Now, I don't know if every voter saw these images and said, you know what,
I'm going to vote for the Democrats, but I do know that those images didn't help.
They created a terrible contrast, and nor did it help that Donald Trump is presiding over a government shutdown.
And finally, I would just say one other thing.
What worked very well for Donald Trump in 2024 was that he was able to use cultural
issues as a wedge in addition to going after Joe Biden on issues of inflation.
He's able to say, look, the border is open, the cities are filled with crime, transgender rights
are run amok, things and things and things like that.
Now when you're in power, those cultural issues aren't, you can't use them as effectively
as a wedge issue anymore.
And we saw that in Virginia, for instance, and even in New Jersey to a degree.
So those aren't at his disposal, and on top of that, he can't spin away the issues of inflation.

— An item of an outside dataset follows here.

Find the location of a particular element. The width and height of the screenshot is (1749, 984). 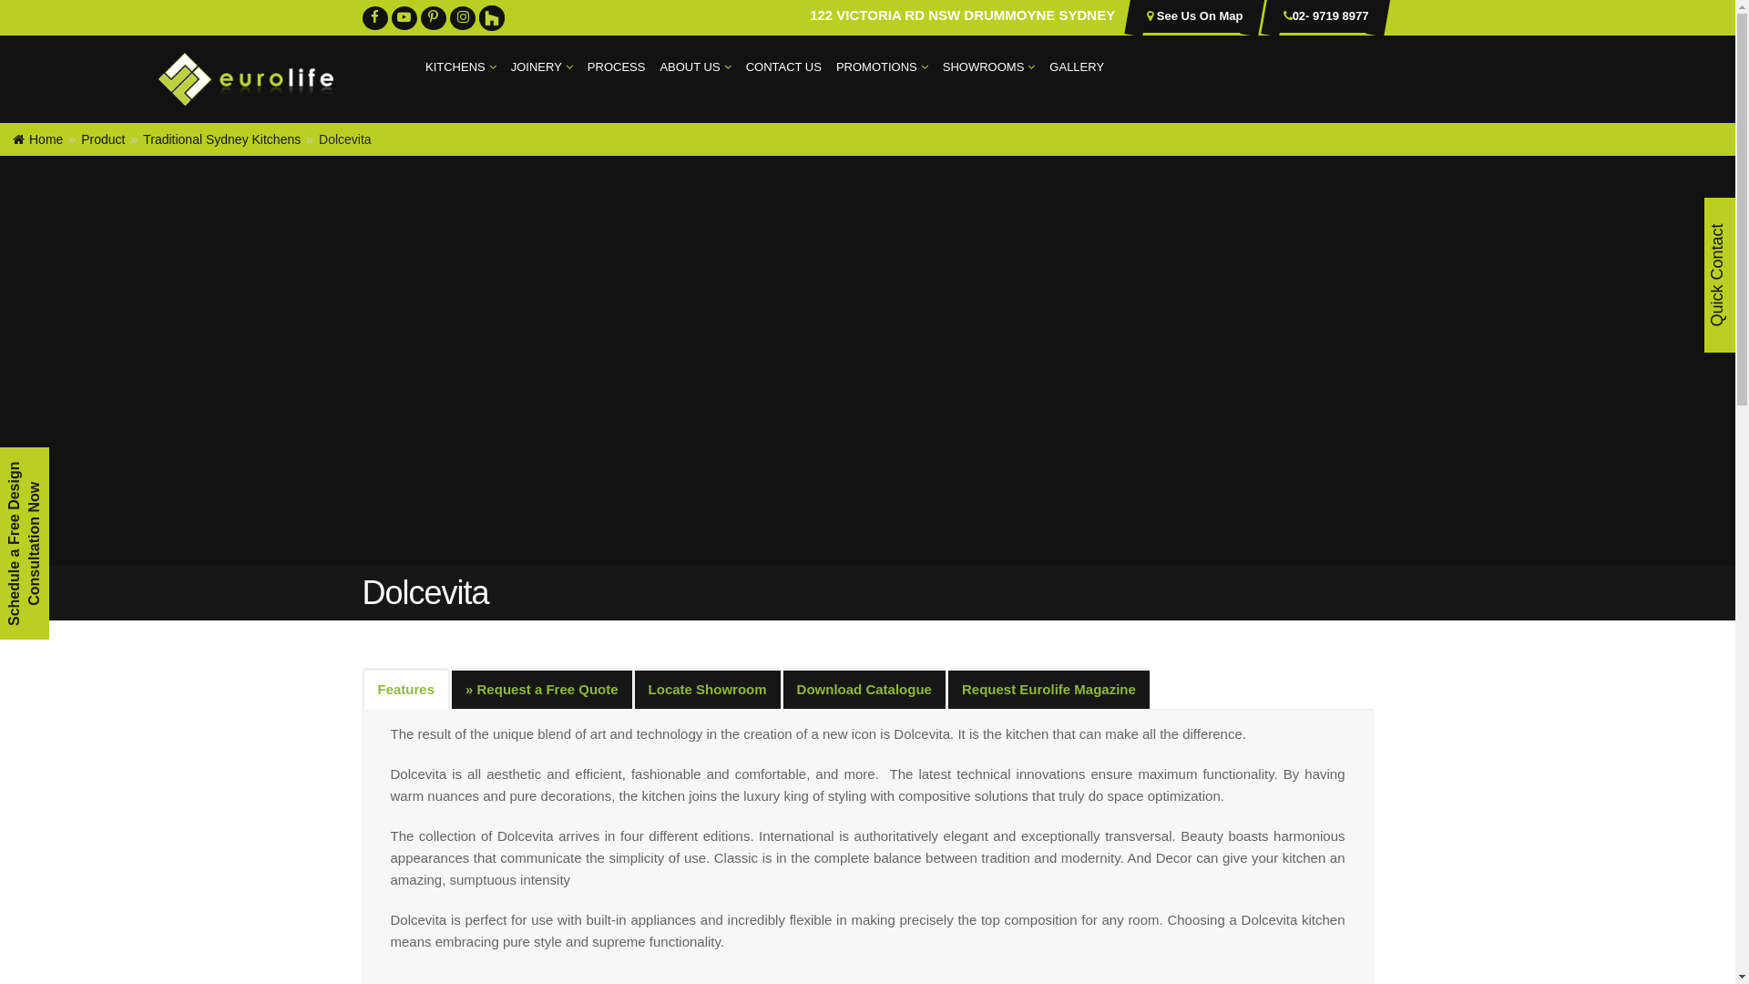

These were fantastic victory speeches, they all are.
Mondami, too, I was making my way from the studio to home, so I watched some of that in replay.
But the sort of contagious vibes of all the winning, how long do those last, do you think?
I don't know. I honestly don't know.
certainly Democrats feel really
giddy about what happened last night
you can see a future in which
they feel like the map has expanded
where candidates see possibilities
that didn't exist before
where a D plus 8 electorate
actually opens up real chances for the Senate
that's contagious right
if you're talking about contagious that's the way it's going to go
there's be special elections between now
and then there always are but obviously
everything comes down to the midterms
and if this climate holds
And that's a real question.
But if this climate holds, that could end up being, you know, something that even redistricting by Republicans can not overcome.
That could, in theory, be something where Democrats do net the Senate.
They would need to get to 51 seats.
So that's what you're talking about this morning the night after what we just saw.